Tonight we welcome time to our table
So that we may give thanks.
Ambiguous loss is what I've felt - in a small way - when a favorite show like Steven Universe or Adventure Time just comes to it's planned conclusion. It's not gone, but it is over. UNAMBIGUOUS LOSS is the feeling I had when it looked like Summer Camp Island would not only be denied it's planned conclusion, but would literally be wiped off the cultural landscape! I'm so happy that is no longer true - I'll take ambiguous loss over the alternative every time...
sorry this is going to be so long 😭 literally could not figure anything I wanted to edit out so here it goes:
I can't even explain how heartbroken I was when I heard the news. I discovered Summer Camp Island rather early in the pandemic and it became 1000% my favorite thing to watch/my little happy place; a show I clung to with all of my being in times of hardship. The "dealing with hard emotions under a fuzzy blanket" is a spot on descriptor for that show. Between the art, the originality, the vibes of the episodes and characters, the queer undertones, the humor– I felt really touched and understood by the show.
I'm personally, a rather soft and sensitive queer illustrator who cares a lot about friendship and magic and the power of coziness. I drew fanart of the show and saved my episodes for the weekend, so at the end of overworking/exhausting myself all week, I could have something I really really liked to watch. I distinctly remember saving the last three-parter for a "rainy day" because I knew season 6 was still coming out soon and I wanted to have some unwatched SCI backstocked, in case I was having a hard night and really needed it. The week season 6 was supposed to come out, I was so excited all week and was completely shocked at the delay– trying to google/find any info I could. When the I heard the news that season 6 wouldn't debut on HBO Max I was horrified and by the time I got to the website, the whole show had been wiped. I can genuinely say I burst into tears upon seeing it.
I was heartbroken and furious!!! How irresponsible and cruel! To wipe out SO MUCH hard work that meant SO MUCH to SO MANY people!!! I talked about their reprehensible destruction of the cartoon animation industry with some of the other artists at my studio (one of whom has worked on some CN shows & said he's met you & that you were incredibly nice + sweet) and we all put a mental curse on Zaslav. Your crew and the work you all did on that show, personally, meant so so much to me.
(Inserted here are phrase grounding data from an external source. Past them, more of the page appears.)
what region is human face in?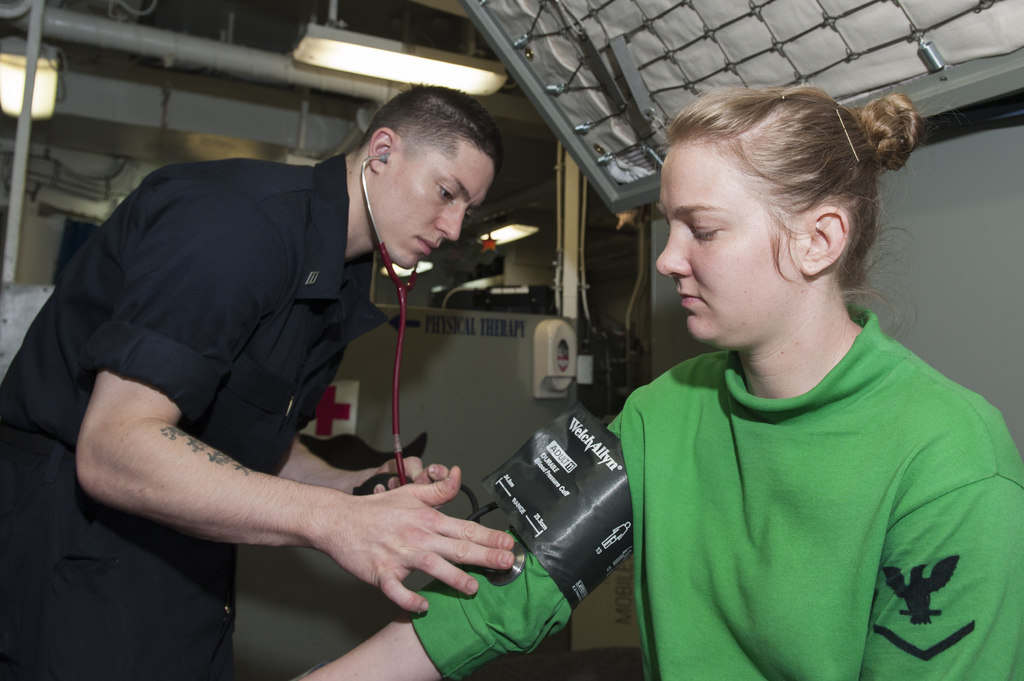
left=653, top=141, right=801, bottom=342.
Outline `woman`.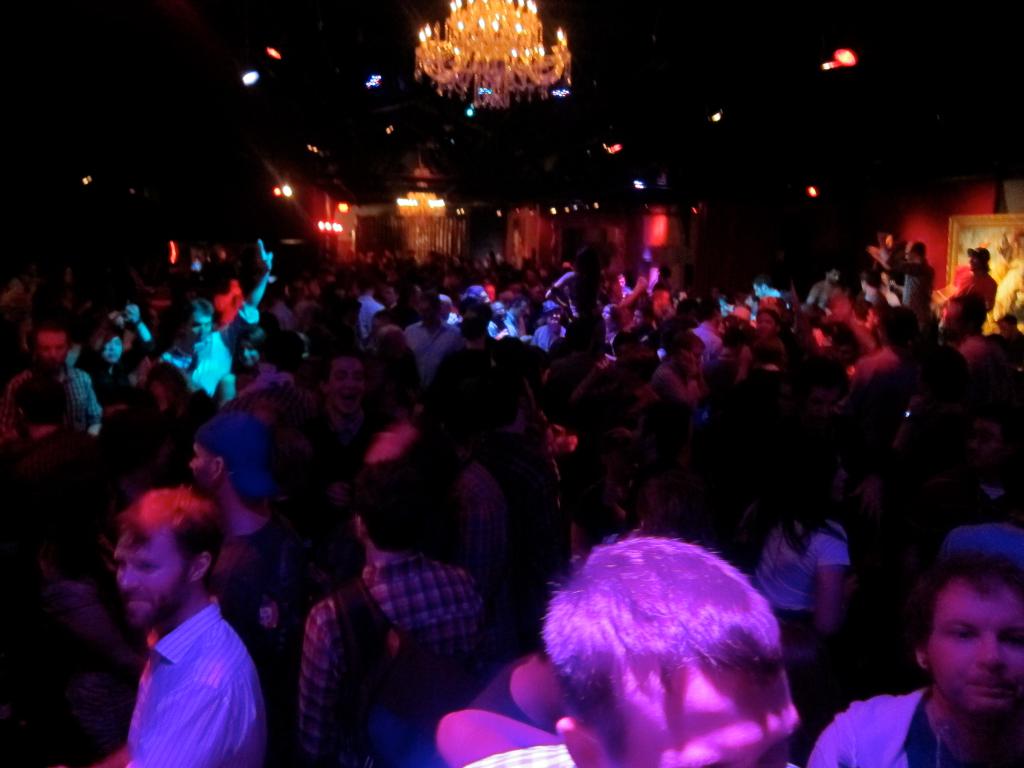
Outline: {"x1": 749, "y1": 440, "x2": 853, "y2": 648}.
It meant so much that this flavor of show/the creative juices I aligned with were succeeding, that the second ever female creator of a show on CN was making this show, a show so true to themselves, and making SIX SEASONS of it? I cannot tell you how inspiring it was to me. It was comparable to watching the success of Everything Everywhere All At Once and PEN15; these queer/femme/POC points of view I'm obviously familiar with, but truly elevated to be heard and seen? On a big screen? With funding? Maybe even characters who remind me of... myself & my friends? I can only imagine what you've gone through but please know: you're like my hero. You've become such a role model and trailblazer to so so many young artists of a similar flavor. Please keep making stuff forever. I'll keep looking at and watching it.